Untitled Hand Dance
boychild
“Hidden in the hands an alluvial transcription of reach and embrace. The final flickers of the body’s expression, caress and touch.” – boychild
Arika have been creating events since 2001. The Archive is space to share the documentation of our work, over 600 events from the past 20 years. Browse the archive by event, artists and collections, explore using theme pairs, or use the index for a comprehensive overview.
“Hidden in the hands an alluvial transcription of reach and embrace. The final flickers of the body’s expression, caress and touch.” – boychild
For day four of Ultra-red’s project, the investigation will take up protocols for listening to the sound of freedom composed and facilitated by Fred Moten.
Poems are kisses, fists, and underground rivers. For all these reasons and many more, I am a poet.
Listening to people listening to their own homes. Musicians and actors will listen back to recordings made in local peoples homes on headphones, and interpret/ translate what they are hearing.
Solo organ performance by German composer Eva-Maria Houben, which focuses on ‘nearly nothing’ to expand the way we listen.
Like walking through the abstracted amalgamation of 30 or so storms, trays of water shaken by thunder, light bouncing off pools.
This set continues on from the Bud Neill inspired clatter using the contents of the Usurper twin’s pockets.
Join Scot-PEP, SWARM and Decrim Now for a day of panel discussions focusing on: sex worker’s labour rights, how decriminalisation can help in the struggle for sex worker safety, sex work & migration with a film screening of Crossings.
Cardboard boxes, metal guitar, critical homage, attempts to describe things you can’t describe. A one-man Grand Guignol school play.
Christian Bök‘s work spans thrillingly conceptual poetry to body-shaking vocal performances.
Conceptual writer and practicing lawyer Vanessa Place performs and talks with Mark Sanders, author of the brilliant “Complicities: The Intellectual and Apartheid”
Final workshop exploring work, care and class. Does the ‘care industry’ summon forth its own class? Can this ‘affective class’, in their ability to care for others, militate against the carelessness of self-interest?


● **WHAT IS NEEDED**: Each line below is to be copied exactly as it appears.

Stored records
*** Block opens ***

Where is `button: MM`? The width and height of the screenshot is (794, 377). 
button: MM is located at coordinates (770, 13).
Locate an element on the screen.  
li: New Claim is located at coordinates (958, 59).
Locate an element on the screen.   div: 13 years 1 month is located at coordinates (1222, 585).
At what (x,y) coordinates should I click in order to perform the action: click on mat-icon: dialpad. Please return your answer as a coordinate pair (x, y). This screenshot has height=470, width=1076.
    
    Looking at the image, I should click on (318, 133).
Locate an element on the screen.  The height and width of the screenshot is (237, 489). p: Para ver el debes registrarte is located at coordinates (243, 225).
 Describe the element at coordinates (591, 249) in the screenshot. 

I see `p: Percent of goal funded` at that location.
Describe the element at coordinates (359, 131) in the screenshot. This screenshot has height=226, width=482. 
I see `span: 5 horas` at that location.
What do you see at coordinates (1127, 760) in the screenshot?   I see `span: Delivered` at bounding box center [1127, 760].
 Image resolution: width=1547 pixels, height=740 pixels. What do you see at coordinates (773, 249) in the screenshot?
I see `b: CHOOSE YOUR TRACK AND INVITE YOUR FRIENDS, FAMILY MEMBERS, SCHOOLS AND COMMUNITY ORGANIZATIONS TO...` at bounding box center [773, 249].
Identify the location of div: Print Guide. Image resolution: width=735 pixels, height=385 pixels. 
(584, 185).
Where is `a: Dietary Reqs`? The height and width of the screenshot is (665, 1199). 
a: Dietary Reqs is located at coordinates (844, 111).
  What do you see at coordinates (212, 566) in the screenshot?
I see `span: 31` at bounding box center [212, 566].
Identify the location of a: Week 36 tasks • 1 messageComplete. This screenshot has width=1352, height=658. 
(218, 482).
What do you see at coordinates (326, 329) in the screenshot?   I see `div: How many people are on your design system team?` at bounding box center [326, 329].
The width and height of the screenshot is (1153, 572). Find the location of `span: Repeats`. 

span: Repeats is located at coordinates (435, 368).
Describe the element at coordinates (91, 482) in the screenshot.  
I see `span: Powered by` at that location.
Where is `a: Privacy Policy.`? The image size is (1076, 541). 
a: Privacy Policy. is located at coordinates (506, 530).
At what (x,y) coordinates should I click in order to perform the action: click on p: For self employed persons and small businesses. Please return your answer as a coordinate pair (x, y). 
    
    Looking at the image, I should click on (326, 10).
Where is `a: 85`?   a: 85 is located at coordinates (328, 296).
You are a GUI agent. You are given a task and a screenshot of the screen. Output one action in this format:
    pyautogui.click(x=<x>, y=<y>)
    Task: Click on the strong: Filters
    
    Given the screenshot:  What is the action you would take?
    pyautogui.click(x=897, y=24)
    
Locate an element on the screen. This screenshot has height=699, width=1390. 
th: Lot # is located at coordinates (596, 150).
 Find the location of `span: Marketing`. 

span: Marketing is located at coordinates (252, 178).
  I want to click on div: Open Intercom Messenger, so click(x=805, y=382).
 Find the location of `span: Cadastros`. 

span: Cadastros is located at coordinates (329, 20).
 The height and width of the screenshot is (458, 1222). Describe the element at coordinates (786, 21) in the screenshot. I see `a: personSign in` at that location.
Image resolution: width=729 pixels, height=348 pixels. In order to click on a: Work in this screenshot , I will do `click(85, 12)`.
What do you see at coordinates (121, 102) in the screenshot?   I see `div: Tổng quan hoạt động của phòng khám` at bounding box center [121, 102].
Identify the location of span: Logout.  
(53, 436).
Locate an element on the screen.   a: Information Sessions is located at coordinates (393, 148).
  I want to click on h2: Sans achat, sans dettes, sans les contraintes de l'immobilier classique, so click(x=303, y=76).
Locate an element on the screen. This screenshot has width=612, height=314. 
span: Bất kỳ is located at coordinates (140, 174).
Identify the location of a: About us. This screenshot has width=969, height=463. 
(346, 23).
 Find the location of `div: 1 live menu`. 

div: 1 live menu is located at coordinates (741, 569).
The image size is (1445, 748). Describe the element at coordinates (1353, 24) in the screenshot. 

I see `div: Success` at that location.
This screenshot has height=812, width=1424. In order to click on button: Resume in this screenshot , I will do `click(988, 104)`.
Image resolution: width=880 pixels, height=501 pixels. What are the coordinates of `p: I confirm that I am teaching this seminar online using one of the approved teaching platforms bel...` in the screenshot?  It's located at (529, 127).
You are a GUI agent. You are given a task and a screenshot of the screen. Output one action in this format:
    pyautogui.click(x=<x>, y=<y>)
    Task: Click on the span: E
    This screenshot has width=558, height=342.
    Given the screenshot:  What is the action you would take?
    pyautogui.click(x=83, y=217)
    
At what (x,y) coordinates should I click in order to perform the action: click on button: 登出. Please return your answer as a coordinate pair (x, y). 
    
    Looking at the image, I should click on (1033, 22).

*** Block closes ***

● **REPLY TO THE EXERCISE**:
Where is `button: MM`? The width and height of the screenshot is (794, 377). 
button: MM is located at coordinates (770, 13).
Locate an element on the screen.  
li: New Claim is located at coordinates (958, 59).
Locate an element on the screen.   div: 13 years 1 month is located at coordinates (1222, 585).
At what (x,y) coordinates should I click in order to perform the action: click on mat-icon: dialpad. Please return your answer as a coordinate pair (x, y). This screenshot has height=470, width=1076.
    
    Looking at the image, I should click on (318, 133).
Locate an element on the screen.  The height and width of the screenshot is (237, 489). p: Para ver el debes registrarte is located at coordinates (243, 225).
 Describe the element at coordinates (591, 249) in the screenshot. 

I see `p: Percent of goal funded` at that location.
Describe the element at coordinates (359, 131) in the screenshot. This screenshot has height=226, width=482. 
I see `span: 5 horas` at that location.
What do you see at coordinates (1127, 760) in the screenshot?   I see `span: Delivered` at bounding box center [1127, 760].
 Image resolution: width=1547 pixels, height=740 pixels. What do you see at coordinates (773, 249) in the screenshot?
I see `b: CHOOSE YOUR TRACK AND INVITE YOUR FRIENDS, FAMILY MEMBERS, SCHOOLS AND COMMUNITY ORGANIZATIONS TO...` at bounding box center [773, 249].
Identify the location of div: Print Guide. Image resolution: width=735 pixels, height=385 pixels. 
(584, 185).
Where is `a: Dietary Reqs`? The height and width of the screenshot is (665, 1199). 
a: Dietary Reqs is located at coordinates (844, 111).
  What do you see at coordinates (212, 566) in the screenshot?
I see `span: 31` at bounding box center [212, 566].
Identify the location of a: Week 36 tasks • 1 messageComplete. This screenshot has width=1352, height=658. 
(218, 482).
What do you see at coordinates (326, 329) in the screenshot?   I see `div: How many people are on your design system team?` at bounding box center [326, 329].
The width and height of the screenshot is (1153, 572). Find the location of `span: Repeats`. 

span: Repeats is located at coordinates (435, 368).
Describe the element at coordinates (91, 482) in the screenshot.  
I see `span: Powered by` at that location.
Where is `a: Privacy Policy.`? The image size is (1076, 541). 
a: Privacy Policy. is located at coordinates (506, 530).
At what (x,y) coordinates should I click in order to perform the action: click on p: For self employed persons and small businesses. Please return your answer as a coordinate pair (x, y). 
    
    Looking at the image, I should click on (326, 10).
Where is `a: 85`?   a: 85 is located at coordinates (328, 296).
You are a GUI agent. You are given a task and a screenshot of the screen. Output one action in this format:
    pyautogui.click(x=<x>, y=<y>)
    Task: Click on the strong: Filters
    
    Given the screenshot:  What is the action you would take?
    pyautogui.click(x=897, y=24)
    
Locate an element on the screen. This screenshot has height=699, width=1390. 
th: Lot # is located at coordinates (596, 150).
 Find the location of `span: Marketing`. 

span: Marketing is located at coordinates (252, 178).
  I want to click on div: Open Intercom Messenger, so click(x=805, y=382).
 Find the location of `span: Cadastros`. 

span: Cadastros is located at coordinates (329, 20).
 The height and width of the screenshot is (458, 1222). Describe the element at coordinates (786, 21) in the screenshot. I see `a: personSign in` at that location.
Image resolution: width=729 pixels, height=348 pixels. In order to click on a: Work in this screenshot , I will do `click(85, 12)`.
What do you see at coordinates (121, 102) in the screenshot?   I see `div: Tổng quan hoạt động của phòng khám` at bounding box center [121, 102].
Identify the location of span: Logout.  
(53, 436).
Locate an element on the screen.   a: Information Sessions is located at coordinates (393, 148).
  I want to click on h2: Sans achat, sans dettes, sans les contraintes de l'immobilier classique, so click(x=303, y=76).
Locate an element on the screen. This screenshot has width=612, height=314. 
span: Bất kỳ is located at coordinates (140, 174).
Identify the location of a: About us. This screenshot has width=969, height=463. 
(346, 23).
 Find the location of `div: 1 live menu`. 

div: 1 live menu is located at coordinates (741, 569).
The image size is (1445, 748). Describe the element at coordinates (1353, 24) in the screenshot. 

I see `div: Success` at that location.
This screenshot has height=812, width=1424. In order to click on button: Resume in this screenshot , I will do `click(988, 104)`.
Image resolution: width=880 pixels, height=501 pixels. What are the coordinates of `p: I confirm that I am teaching this seminar online using one of the approved teaching platforms bel...` in the screenshot?  It's located at (529, 127).
You are a GUI agent. You are given a task and a screenshot of the screen. Output one action in this format:
    pyautogui.click(x=<x>, y=<y>)
    Task: Click on the span: E
    This screenshot has width=558, height=342.
    Given the screenshot:  What is the action you would take?
    pyautogui.click(x=83, y=217)
    
At what (x,y) coordinates should I click in order to perform the action: click on button: 登出. Please return your answer as a coordinate pair (x, y). 
    
    Looking at the image, I should click on (1033, 22).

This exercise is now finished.